We discussed Tatting and Keen’s opinions.
For each judge, I’m asking three questions:
In order to answer these questions, sometimes you have to read between the lines and sometimes you have to look for a tell-tale phrase (like “the question before us is …”).
In Tatting’s case, you have to infer his views. To find his opinion about the source of law, you have to look at the reasons he gives for his arguments. What do all of his supporting arguments amount to?
We spent some time trying to decide exactly why Tatting gets into a mess. I am not sure if it is his legal philosophy that puts him there or if it is a conflict between his analysis of the law and his views about justice. Maybe it’s both!
We also looked specifically at Tatting’s discussion of self-defense. We asked how someone would go about comparing Tatting’s interpretation of the self-defense exception with Foster’s interpretation. Not having access to the legal histories of Newgarth, we had to look at whether the proposed interpretations made sense. So, for example, Aaron asked whether it was really true that all cases of self-defense involve acting on impulse rather than acting intentionally. Good question!
Keen thinks it is obvious that the defendants violated the natural meaning of the statute. This seems to be every justice’s view. (Foster just doesn’t think that the natural or literal meaning of the statute is what the law is.) But we asked whether it is really so. We consulted our own linguistic intuitions and we looked up “willful” in the dictionary.
When we turned to Keen’s views on self-defense, we noted an oddity: he agrees that there is an exception even though it is not in the statute and, given his remarks about forcing the legislature to change bad laws, you would think he should not recognize it. As Patrick put it, he shouldn’t think that the courts ever should have made the exception in the first place. Maybe his view is that, after enough time, judicial decisions effectively become law even though, in his opinion, they should not. So he might be just grudgingly conceding that this is the way the law works.
That does raise a question about what he thinks he’s doing at the end. I think Aaron had a very astute observation: he knows he could effectively create another exception that would cover the spelunceans by voting to overturn their conviction. But he refuses on the grounds that this is improper. Is he, um, willfully insisting on his ideals in the face of the way the law actually works?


Could you please output only the lines from the one holding "This screenshot has width=513, height=287." through the end of the listing below, exactly as written and without pictures?

[Material for this exercise]
--------------------

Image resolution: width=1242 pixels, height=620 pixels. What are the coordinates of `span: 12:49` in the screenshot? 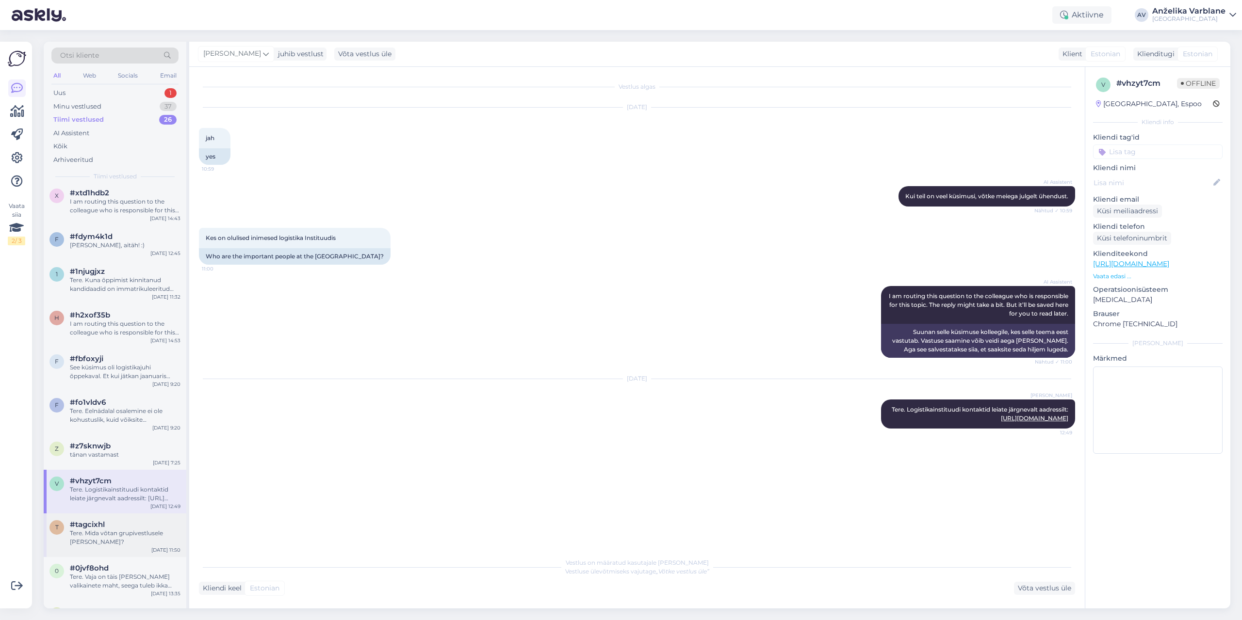 It's located at (1054, 433).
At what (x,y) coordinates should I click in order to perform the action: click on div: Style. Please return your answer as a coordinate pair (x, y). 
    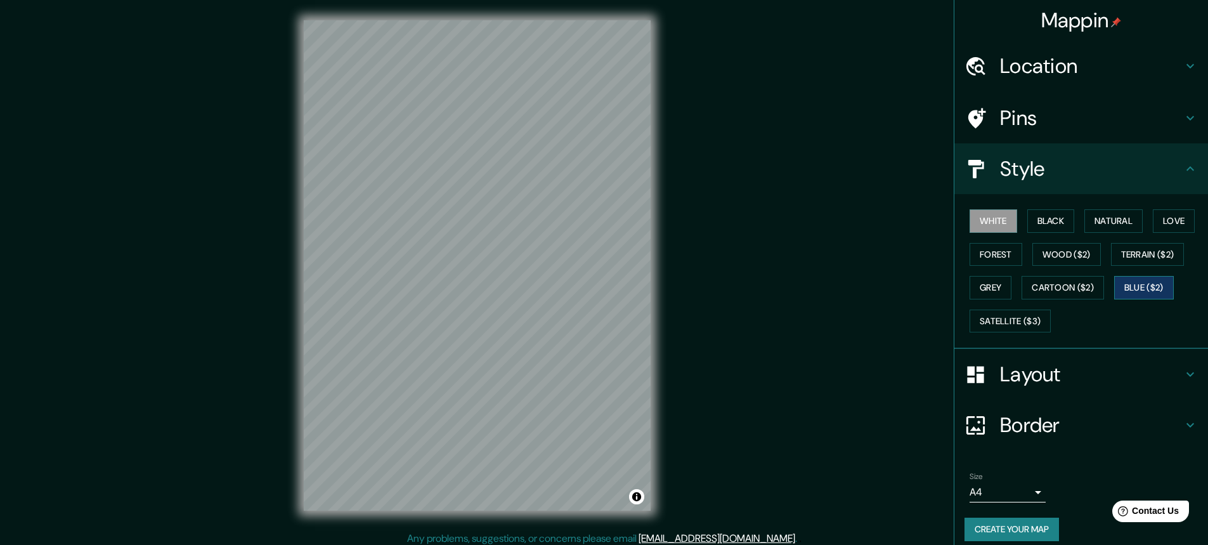
    Looking at the image, I should click on (1081, 169).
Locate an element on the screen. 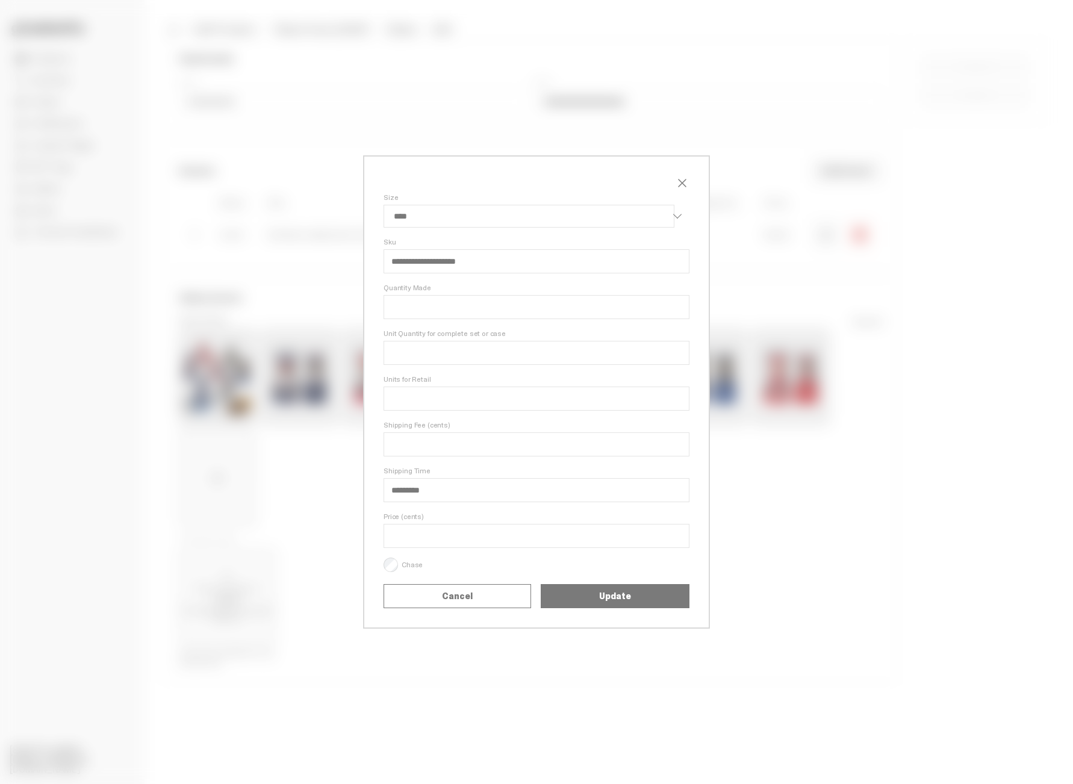  span: Chase is located at coordinates (537, 565).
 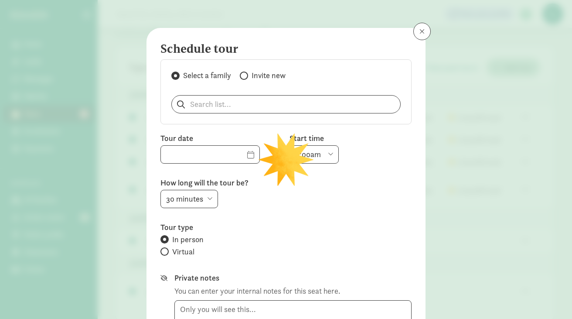 What do you see at coordinates (351, 138) in the screenshot?
I see `label: Start time` at bounding box center [351, 138].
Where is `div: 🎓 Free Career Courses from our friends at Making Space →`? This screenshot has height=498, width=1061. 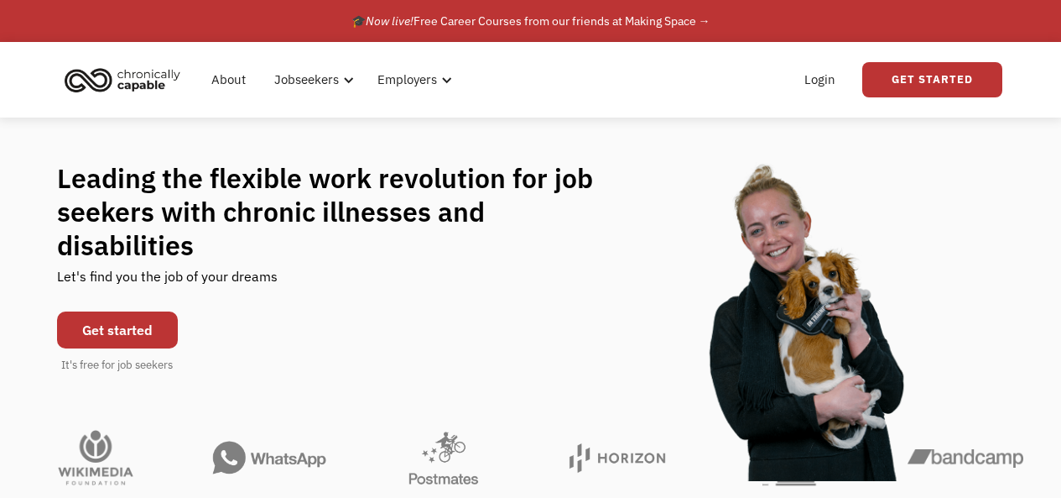 div: 🎓 Free Career Courses from our friends at Making Space → is located at coordinates (531, 21).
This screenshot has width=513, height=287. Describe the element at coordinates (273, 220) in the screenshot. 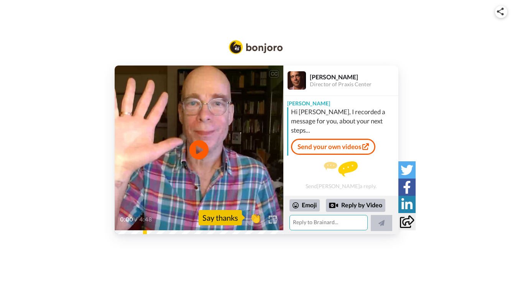

I see `img: Full screen` at that location.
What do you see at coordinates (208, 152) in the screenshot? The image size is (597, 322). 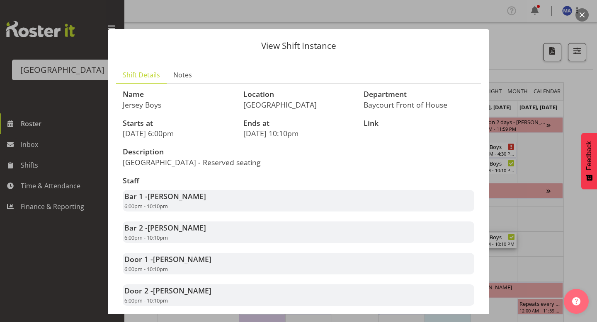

--------------------

[Solution below]
This screenshot has width=513, height=287. Describe the element at coordinates (273, 220) in the screenshot. 

I see `img: Full screen` at that location.
What do you see at coordinates (208, 152) in the screenshot? The image size is (597, 322). 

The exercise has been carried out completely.